Mélissa Cornet
The question of women’s status has been central to the Taliban’s rule in Afghanistan, with more than eighty edicts curtailing their rights since the movement returned to power almost three years ago. The Taliban prohibits women from going to secondary school or university, from working in the public sector or for NGOs, from leaving home uncovered and unaccompanied, from visiting bathhouses, the gym, beauty salons, parks – the list goes on. Taliban policy, the UN special rapporteur on human rights in Afghanistan said on 18 June, is ‘motivated by and results in a profound rejection of the full humanity of women and girls’.
Afghan women have often been used as an emblem for a particular position: do you stand for modernity or for tradition? King Abdur Rahman Khan, who reigned from 1880 until 1901, improved the legal status of women, in opposition to conservative tribal law. King Amanullah Khan and his wife, Queen Soraya, who ruled between 1919 and 1929, campaigned against veil-wearing and polygamy, and encouraged girls’ education, as part of the wave of modernism also seen in Iran and Turkey at the time. But the brief reign of Habibullah II, between January and October 1929, saw most of Afghanistan’s gender equality laws abrogated. Later rulers were cautious about reform, worried about antagonising tribal leaders. Things changed slowly until the communists took over in 1978. After that, women wore short skirts, went to and taught at university, worked as doctors and nurses and became members of parliament. That period came to an end in 1992 when the mujahidin took over and the civil war began.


• _EXERCISE_
Every line of the data that includes "classified" should be copied out.

• _GIVEN INFORMATION_
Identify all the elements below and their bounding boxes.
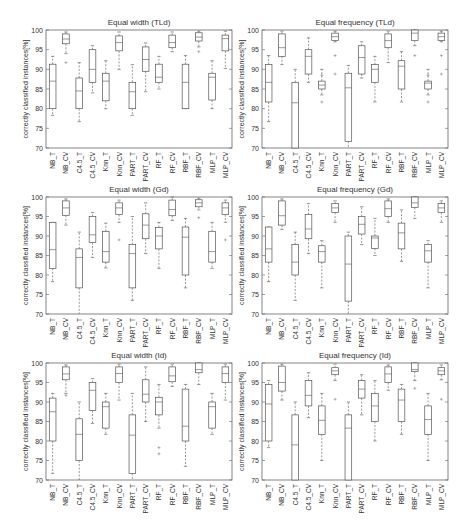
x-tick-label: Knn_T — [318, 484, 326, 503]
box-MLP_T — [425, 241, 432, 288]
box-MLP_CV — [438, 31, 445, 75]
x-tick-label: RF_CV — [169, 483, 177, 505]
y-tick-label: 80 — [35, 272, 43, 279]
box-PART_T — [345, 232, 352, 314]
box-RBF_T — [182, 218, 189, 287]
box-MLP_CV — [222, 200, 229, 241]
box-MLP_T — [209, 61, 216, 109]
box-RF_T — [372, 381, 379, 441]
y-tick-label: 70 — [251, 145, 259, 152]
x-tick-label: Knn_CV — [332, 317, 340, 342]
x-tick-label: RBF_CV — [411, 317, 419, 343]
y-tick-label: 100 — [31, 360, 43, 367]
chart-title: Equal frequency (TLd) — [315, 18, 394, 27]
chart-title: Equal width (Gd) — [109, 185, 169, 194]
x-tick-label: Knn_CV — [116, 483, 124, 508]
x-tick-label: Knn_T — [318, 152, 326, 171]
box-NB_CV — [63, 199, 70, 225]
box-C4.5_T — [292, 402, 299, 480]
x-tick-label: PART_CV — [358, 317, 366, 347]
box-NB_CV — [63, 365, 70, 397]
x-tick-label: PART_T — [129, 318, 137, 342]
x-tick-label: Knn_CV — [332, 483, 340, 508]
y-axis-label: correctly classified instances[%] — [22, 40, 30, 139]
y-tick-label: 85 — [251, 86, 259, 93]
x-tick-label: MLP_T — [209, 484, 217, 505]
box-MLP_CV — [438, 201, 445, 222]
y-tick-label: 90 — [35, 399, 43, 406]
y-tick-label: 75 — [251, 125, 259, 132]
chart-panel-6: Equal frequency (Id)correctly classified… — [238, 351, 448, 513]
x-tick-label: Knn_CV — [116, 151, 124, 176]
x-tick-label: MLP_T — [425, 152, 433, 173]
x-tick-label: MLP_CV — [222, 483, 230, 510]
x-tick-label: NB_T — [49, 318, 57, 335]
x-tick-label: C4.5_T — [76, 484, 84, 505]
box-RF_CV — [169, 364, 176, 386]
chart-panel-3: Equal width (Gd)correctly classified ins… — [22, 185, 232, 347]
x-tick-label: C4.5_T — [76, 152, 84, 173]
box-MLP_CV — [222, 364, 229, 400]
box-C4.5_T — [76, 232, 83, 314]
y-tick-label: 95 — [251, 379, 259, 386]
x-tick-label: MLP_CV — [222, 317, 230, 344]
chart-title: Equal width (TLd) — [108, 18, 171, 27]
box-Knn_T — [102, 223, 109, 268]
box-RBF_CV — [411, 363, 418, 390]
y-tick-label: 75 — [251, 291, 259, 298]
box-Knn_T — [318, 393, 325, 460]
x-tick-label: PART_T — [345, 484, 353, 508]
x-tick-label: NB_T — [49, 484, 57, 501]
x-tick-label: RF_T — [155, 318, 163, 334]
box-RF_T — [372, 218, 379, 255]
y-tick-label: 75 — [35, 125, 43, 132]
x-tick-label: RBF_CV — [411, 151, 419, 177]
box-RBF_CV — [411, 30, 418, 57]
x-tick-label: C4.5_CV — [89, 317, 97, 344]
x-tick-label: RF_CV — [385, 317, 393, 339]
x-tick-label: RF_T — [371, 318, 379, 334]
y-axis-label: correctly classified instances[%] — [238, 40, 246, 139]
y-tick-label: 85 — [35, 252, 43, 259]
chart-panel-1: Equal width (TLd)correctly classified in… — [22, 18, 232, 181]
x-tick-label: NB_CV — [278, 151, 286, 173]
box-MLP_T — [209, 222, 216, 268]
box-Knn_CV — [332, 201, 339, 222]
y-axis-label: correctly classified instances[%] — [238, 372, 246, 471]
x-tick-label: NB_T — [49, 152, 57, 169]
box-NB_T — [265, 381, 272, 448]
x-tick-label: RF_T — [371, 484, 379, 500]
box-RBF_CV — [195, 198, 202, 219]
x-tick-label: RBF_T — [182, 484, 190, 505]
x-tick-label: Knn_CV — [116, 317, 124, 342]
x-tick-label: NB_CV — [62, 317, 70, 339]
box-NB_T — [49, 222, 56, 281]
y-tick-label: 90 — [35, 233, 43, 240]
x-tick-label: MLP_T — [209, 318, 217, 339]
y-tick-label: 85 — [35, 86, 43, 93]
x-tick-label: C4.5_T — [76, 318, 84, 339]
box-Knn_CV — [116, 200, 123, 241]
y-tick-label: 70 — [251, 477, 259, 484]
plot-area — [46, 30, 232, 148]
y-tick-label: 100 — [247, 194, 259, 201]
box-NB_T — [49, 56, 56, 115]
x-tick-label: C4.5_CV — [89, 151, 97, 178]
chart-panel-5: Equal width (Id)correctly classified ins… — [22, 351, 232, 513]
box-RF_T — [156, 56, 163, 89]
box-RBF_T — [182, 56, 189, 109]
x-tick-label: PART_T — [345, 318, 353, 342]
y-tick-label: 90 — [35, 66, 43, 73]
x-tick-label: MLP_T — [209, 152, 217, 173]
box-RBF_T — [182, 384, 189, 466]
chart-title: Equal frequency (Gd) — [317, 185, 393, 194]
box-PART_T — [129, 65, 136, 116]
x-tick-label: PART_T — [345, 152, 353, 176]
box-RBF_T — [398, 52, 405, 102]
x-tick-label: MLP_CV — [438, 317, 446, 344]
y-tick-label: 100 — [31, 194, 43, 201]
y-tick-label: 90 — [251, 399, 259, 406]
box-MLP_CV — [438, 365, 445, 401]
x-tick-label: RBF_CV — [195, 483, 203, 509]
box-RF_CV — [385, 31, 392, 62]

• _TASK RESPONSE_
y-axis-label: correctly classified instances[%] — [22, 40, 30, 139]
chart-panel-6: Equal frequency (Id)correctly classified… — [238, 351, 448, 513]
chart-panel-3: Equal width (Gd)correctly classified ins… — [22, 185, 232, 347]
y-axis-label: correctly classified instances[%] — [238, 40, 246, 139]
chart-panel-1: Equal width (TLd)correctly classified in… — [22, 18, 232, 181]
y-axis-label: correctly classified instances[%] — [238, 372, 246, 471]
chart-panel-5: Equal width (Id)correctly classified ins… — [22, 351, 232, 513]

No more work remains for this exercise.